International
Tables for Crystallography Volume C Mathematical, physical and chemical tables Edited by E. Prince © International Union of Crystallography 2006 |
International Tables for Crystallography (2006). Vol. C. ch. 9.6, pp. 813-814
Section 9.6.2.4. Statistics |
Where there are less than four independent observations of a given bond length, then each individual observation is given explicitly in Table 9.6.3.3. In all other cases, the following statistics were generated by the program STATS.
The statistics given in Table 9.6.3.3 correspond to distributions for which the automatic 4σ cut-off (see above) had been applied, and any manual removal of additional outliers (an infrequent operation) had been performed. In practice, a very small percentage of observations were excluded by these methods. The major effect of removing outliers is to improve the sample standard deviation, as shown in Fig. 9.6.2.1(b)
in which four (out of 366) observations are deleted.
The statistics chosen for tabulation effectively describe the distribution of bond lengths in each case. For a symmetrical, normal distribution, the mean (d) will be approximately equal to the median (m), the lower and upper quartiles () will be approximately symmetric about the median
, and 95% of the observations may be expected to lie within ±2σ of the mean value. For a skewed distribution, d and m may differ appreciably and
and
will be asymmetric with respect to m. When a bond-length distribution is negatively skewed, i.e. very short values are more common than very long values, then it may be due to thermal-motion effects; the distances used to prepare the table were not corrected for thermal libration.
In a number of cases, the initial bond-length distribution was clearly not unimodal as in Fig. 9.6.2.1(a). Where possible, such distributions were resolved into their unimodal components (as in Fig. 9.6.2.1c
) on chemical or structural criteria. The case illustrated in Fig. 9.6.2.1
, for Cu—Cl bonds, is one of the most spectacular examples, owing to the dramatic consequences of oxidation state and coordination number (and Jahn–Teller effects) on the structures of copper complexes.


◆ **THE PROBLEM**: Check every line of the entries for the string "will" and return the ones that contain it.

◆ **THE DATA**:
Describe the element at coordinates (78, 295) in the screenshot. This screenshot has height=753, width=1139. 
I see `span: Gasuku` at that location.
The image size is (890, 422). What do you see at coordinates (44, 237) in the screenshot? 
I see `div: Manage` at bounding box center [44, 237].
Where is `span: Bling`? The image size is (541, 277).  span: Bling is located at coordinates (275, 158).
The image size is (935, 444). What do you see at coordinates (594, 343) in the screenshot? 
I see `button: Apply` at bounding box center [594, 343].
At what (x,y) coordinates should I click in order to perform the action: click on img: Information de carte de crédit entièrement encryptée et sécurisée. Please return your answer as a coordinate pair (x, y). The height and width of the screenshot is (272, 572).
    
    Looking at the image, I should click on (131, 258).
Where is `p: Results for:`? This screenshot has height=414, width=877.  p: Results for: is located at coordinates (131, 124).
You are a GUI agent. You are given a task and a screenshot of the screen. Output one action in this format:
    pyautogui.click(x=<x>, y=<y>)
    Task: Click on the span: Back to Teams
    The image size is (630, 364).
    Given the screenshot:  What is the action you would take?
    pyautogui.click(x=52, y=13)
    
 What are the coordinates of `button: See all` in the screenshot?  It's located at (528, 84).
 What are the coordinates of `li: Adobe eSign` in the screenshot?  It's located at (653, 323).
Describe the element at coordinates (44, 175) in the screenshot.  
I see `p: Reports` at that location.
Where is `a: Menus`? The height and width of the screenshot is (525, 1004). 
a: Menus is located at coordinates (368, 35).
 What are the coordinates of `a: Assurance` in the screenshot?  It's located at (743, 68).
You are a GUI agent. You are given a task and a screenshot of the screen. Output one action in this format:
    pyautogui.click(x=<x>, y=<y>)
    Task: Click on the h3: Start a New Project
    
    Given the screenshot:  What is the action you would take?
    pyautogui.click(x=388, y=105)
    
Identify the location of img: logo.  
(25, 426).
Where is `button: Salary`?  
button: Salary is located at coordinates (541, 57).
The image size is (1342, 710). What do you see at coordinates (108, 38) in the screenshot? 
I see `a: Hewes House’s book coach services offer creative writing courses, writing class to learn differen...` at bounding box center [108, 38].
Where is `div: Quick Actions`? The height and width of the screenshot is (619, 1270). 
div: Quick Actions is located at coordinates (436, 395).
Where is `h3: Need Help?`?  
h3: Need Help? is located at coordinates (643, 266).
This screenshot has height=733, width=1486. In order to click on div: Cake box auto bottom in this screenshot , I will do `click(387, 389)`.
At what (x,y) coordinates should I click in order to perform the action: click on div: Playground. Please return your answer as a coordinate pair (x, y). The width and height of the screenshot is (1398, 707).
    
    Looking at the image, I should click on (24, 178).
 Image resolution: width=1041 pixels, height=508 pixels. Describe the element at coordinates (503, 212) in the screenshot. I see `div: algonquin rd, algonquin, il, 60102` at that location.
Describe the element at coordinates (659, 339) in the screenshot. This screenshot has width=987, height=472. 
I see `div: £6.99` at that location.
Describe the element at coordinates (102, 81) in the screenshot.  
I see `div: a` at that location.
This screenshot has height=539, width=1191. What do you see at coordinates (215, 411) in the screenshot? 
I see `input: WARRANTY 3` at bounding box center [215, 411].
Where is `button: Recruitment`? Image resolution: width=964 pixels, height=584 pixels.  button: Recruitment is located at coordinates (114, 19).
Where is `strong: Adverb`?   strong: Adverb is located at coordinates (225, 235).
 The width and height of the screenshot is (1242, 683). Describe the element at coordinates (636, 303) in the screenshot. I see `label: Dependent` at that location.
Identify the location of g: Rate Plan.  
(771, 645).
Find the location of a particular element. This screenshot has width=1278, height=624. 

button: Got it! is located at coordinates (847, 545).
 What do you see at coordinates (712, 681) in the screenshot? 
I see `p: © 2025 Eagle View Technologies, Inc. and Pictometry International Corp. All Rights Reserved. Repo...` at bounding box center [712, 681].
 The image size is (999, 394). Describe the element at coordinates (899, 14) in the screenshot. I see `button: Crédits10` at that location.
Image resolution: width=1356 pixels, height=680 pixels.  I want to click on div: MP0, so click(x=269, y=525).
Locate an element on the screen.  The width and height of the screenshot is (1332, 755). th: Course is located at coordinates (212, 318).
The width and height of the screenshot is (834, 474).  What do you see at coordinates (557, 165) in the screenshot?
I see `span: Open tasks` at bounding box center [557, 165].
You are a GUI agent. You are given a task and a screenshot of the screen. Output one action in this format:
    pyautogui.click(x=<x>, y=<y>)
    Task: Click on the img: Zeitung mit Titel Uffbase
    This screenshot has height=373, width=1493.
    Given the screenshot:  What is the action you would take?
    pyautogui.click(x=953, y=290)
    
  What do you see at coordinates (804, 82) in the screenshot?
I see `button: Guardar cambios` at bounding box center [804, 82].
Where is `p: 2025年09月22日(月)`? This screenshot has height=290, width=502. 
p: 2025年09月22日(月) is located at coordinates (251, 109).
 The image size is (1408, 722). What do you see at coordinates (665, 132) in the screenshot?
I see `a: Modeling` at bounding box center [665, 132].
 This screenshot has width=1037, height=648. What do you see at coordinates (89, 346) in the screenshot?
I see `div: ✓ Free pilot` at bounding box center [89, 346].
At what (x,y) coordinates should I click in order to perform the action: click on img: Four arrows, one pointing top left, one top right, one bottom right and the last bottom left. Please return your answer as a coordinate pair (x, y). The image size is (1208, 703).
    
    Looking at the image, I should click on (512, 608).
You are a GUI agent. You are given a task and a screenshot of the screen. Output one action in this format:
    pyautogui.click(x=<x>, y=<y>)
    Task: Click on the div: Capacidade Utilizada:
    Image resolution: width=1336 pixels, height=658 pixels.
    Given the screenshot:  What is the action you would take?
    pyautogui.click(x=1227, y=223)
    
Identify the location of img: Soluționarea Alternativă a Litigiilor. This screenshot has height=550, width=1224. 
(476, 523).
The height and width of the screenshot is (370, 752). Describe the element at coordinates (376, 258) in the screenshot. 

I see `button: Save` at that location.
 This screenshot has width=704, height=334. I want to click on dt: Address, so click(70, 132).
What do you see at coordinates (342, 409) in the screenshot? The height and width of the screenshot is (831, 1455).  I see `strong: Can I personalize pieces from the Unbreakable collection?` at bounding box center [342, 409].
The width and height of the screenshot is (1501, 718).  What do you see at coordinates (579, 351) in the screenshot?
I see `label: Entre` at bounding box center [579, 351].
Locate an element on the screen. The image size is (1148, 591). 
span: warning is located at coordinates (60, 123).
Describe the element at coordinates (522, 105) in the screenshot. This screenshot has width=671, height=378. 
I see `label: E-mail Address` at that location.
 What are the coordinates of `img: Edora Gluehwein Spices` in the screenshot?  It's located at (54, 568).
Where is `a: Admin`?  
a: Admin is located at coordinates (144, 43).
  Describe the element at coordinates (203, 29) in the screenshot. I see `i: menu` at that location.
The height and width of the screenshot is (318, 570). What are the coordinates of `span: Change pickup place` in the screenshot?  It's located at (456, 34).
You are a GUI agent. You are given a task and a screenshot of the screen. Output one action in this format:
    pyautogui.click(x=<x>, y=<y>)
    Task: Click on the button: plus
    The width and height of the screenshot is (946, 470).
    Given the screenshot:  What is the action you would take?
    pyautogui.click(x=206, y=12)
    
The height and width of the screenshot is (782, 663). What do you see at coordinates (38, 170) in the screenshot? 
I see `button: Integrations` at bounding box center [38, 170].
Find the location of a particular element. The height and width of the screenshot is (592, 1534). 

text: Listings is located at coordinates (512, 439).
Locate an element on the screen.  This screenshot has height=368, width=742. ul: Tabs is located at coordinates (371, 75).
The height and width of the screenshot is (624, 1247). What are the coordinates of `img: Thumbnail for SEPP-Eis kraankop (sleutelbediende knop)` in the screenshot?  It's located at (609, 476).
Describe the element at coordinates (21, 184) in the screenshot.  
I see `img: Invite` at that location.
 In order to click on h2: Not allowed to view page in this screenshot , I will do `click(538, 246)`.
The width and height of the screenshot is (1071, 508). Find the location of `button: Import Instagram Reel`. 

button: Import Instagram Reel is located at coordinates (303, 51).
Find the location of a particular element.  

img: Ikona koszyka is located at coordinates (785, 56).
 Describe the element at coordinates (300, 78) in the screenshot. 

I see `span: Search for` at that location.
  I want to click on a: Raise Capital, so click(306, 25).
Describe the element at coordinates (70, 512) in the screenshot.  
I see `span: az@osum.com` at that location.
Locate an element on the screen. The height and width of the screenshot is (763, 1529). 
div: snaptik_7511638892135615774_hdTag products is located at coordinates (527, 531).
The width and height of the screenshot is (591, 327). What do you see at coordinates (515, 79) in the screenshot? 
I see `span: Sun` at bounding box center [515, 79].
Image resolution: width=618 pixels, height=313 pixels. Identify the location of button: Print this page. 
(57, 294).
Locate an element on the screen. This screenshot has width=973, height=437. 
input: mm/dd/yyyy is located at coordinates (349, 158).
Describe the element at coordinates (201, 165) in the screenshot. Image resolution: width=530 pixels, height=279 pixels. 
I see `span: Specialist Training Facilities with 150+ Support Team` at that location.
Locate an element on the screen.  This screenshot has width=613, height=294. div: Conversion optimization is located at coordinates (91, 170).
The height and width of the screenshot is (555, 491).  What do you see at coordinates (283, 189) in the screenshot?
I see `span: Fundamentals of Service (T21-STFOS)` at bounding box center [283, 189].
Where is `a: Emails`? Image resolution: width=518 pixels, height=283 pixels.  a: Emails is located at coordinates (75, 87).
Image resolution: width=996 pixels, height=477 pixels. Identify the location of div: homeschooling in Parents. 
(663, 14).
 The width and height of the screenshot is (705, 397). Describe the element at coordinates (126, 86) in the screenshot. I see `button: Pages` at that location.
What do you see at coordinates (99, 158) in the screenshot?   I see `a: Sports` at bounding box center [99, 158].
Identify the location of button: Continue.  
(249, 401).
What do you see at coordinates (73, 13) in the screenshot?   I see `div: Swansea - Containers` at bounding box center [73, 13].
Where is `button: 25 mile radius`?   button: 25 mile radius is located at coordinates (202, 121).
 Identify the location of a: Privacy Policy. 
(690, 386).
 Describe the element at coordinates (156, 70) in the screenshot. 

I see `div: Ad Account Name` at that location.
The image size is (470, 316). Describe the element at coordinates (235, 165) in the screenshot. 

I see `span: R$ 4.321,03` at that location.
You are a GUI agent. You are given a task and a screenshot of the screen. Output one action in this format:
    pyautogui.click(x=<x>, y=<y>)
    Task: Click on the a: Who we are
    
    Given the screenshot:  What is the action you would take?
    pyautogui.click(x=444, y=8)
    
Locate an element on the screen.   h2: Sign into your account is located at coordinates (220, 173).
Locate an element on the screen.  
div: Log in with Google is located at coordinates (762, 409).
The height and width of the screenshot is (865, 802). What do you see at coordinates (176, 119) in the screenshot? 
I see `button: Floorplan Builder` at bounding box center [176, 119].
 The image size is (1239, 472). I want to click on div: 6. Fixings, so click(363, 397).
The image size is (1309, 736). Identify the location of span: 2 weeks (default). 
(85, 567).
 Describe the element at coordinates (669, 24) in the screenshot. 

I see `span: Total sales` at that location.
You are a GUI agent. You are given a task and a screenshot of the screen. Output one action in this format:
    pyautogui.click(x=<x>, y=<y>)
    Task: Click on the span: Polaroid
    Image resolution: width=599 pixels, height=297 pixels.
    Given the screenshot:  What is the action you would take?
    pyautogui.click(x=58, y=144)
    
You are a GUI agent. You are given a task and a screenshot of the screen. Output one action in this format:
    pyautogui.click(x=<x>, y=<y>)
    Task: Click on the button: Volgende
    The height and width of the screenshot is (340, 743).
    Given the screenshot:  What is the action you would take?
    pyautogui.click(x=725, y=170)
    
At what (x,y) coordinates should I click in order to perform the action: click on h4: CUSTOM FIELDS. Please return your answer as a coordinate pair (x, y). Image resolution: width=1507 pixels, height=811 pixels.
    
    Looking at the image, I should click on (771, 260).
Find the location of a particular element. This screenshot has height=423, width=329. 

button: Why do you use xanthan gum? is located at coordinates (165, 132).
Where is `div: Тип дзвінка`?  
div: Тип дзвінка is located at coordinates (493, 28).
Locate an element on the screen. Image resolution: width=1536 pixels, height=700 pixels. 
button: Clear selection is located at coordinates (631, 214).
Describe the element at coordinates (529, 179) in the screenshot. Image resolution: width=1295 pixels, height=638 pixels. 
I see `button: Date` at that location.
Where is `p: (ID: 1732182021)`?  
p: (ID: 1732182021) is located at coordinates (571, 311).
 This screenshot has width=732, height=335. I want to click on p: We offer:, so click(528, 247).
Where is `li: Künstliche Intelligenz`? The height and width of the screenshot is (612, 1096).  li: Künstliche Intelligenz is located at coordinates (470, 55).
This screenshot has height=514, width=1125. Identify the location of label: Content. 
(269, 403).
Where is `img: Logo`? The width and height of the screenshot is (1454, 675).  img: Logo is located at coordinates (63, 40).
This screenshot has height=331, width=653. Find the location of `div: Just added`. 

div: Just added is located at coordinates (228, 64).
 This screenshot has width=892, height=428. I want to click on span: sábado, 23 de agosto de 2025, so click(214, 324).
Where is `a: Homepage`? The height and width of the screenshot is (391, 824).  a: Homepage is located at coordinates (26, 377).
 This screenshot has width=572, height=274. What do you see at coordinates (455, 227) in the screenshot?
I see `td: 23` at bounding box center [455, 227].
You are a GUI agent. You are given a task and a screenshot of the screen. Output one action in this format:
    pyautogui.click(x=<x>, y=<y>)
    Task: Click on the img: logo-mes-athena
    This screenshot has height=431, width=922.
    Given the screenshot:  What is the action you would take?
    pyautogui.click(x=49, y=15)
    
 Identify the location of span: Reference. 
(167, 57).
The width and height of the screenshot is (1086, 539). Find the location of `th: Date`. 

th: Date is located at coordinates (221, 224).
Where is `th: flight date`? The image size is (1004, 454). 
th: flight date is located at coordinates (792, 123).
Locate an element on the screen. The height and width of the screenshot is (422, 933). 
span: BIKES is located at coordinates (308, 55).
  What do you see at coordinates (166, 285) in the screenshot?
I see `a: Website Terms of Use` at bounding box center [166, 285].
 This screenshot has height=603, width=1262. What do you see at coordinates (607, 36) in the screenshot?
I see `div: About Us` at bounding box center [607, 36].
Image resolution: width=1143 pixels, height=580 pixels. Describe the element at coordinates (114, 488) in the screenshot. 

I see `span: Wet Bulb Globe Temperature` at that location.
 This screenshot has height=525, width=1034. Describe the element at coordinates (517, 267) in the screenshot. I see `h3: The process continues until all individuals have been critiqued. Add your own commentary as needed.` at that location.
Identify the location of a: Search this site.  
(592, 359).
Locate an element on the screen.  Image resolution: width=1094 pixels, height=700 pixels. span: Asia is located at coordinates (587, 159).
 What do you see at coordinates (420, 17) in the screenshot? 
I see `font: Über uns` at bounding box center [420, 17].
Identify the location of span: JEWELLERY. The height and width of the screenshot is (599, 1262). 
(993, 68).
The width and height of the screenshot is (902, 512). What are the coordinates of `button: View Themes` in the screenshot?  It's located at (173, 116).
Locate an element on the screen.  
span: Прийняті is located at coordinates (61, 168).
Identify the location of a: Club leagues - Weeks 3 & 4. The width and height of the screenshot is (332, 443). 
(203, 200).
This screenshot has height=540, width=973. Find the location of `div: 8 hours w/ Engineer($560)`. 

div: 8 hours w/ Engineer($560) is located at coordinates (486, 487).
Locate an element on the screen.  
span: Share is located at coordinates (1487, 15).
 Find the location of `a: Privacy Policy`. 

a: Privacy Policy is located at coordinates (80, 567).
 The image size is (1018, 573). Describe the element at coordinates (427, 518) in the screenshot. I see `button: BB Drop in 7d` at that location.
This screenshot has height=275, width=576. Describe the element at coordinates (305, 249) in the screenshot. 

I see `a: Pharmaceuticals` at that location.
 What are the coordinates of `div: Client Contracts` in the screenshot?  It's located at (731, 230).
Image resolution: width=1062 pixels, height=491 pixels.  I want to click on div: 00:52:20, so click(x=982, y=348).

◆ **RESPONSE TO THIS EXERCISE**:
This screenshot has height=733, width=1486. In order to click on div: Cake box auto bottom in this screenshot , I will do `click(387, 389)`.
 In order to click on h2: Not allowed to view page in this screenshot , I will do `click(538, 246)`.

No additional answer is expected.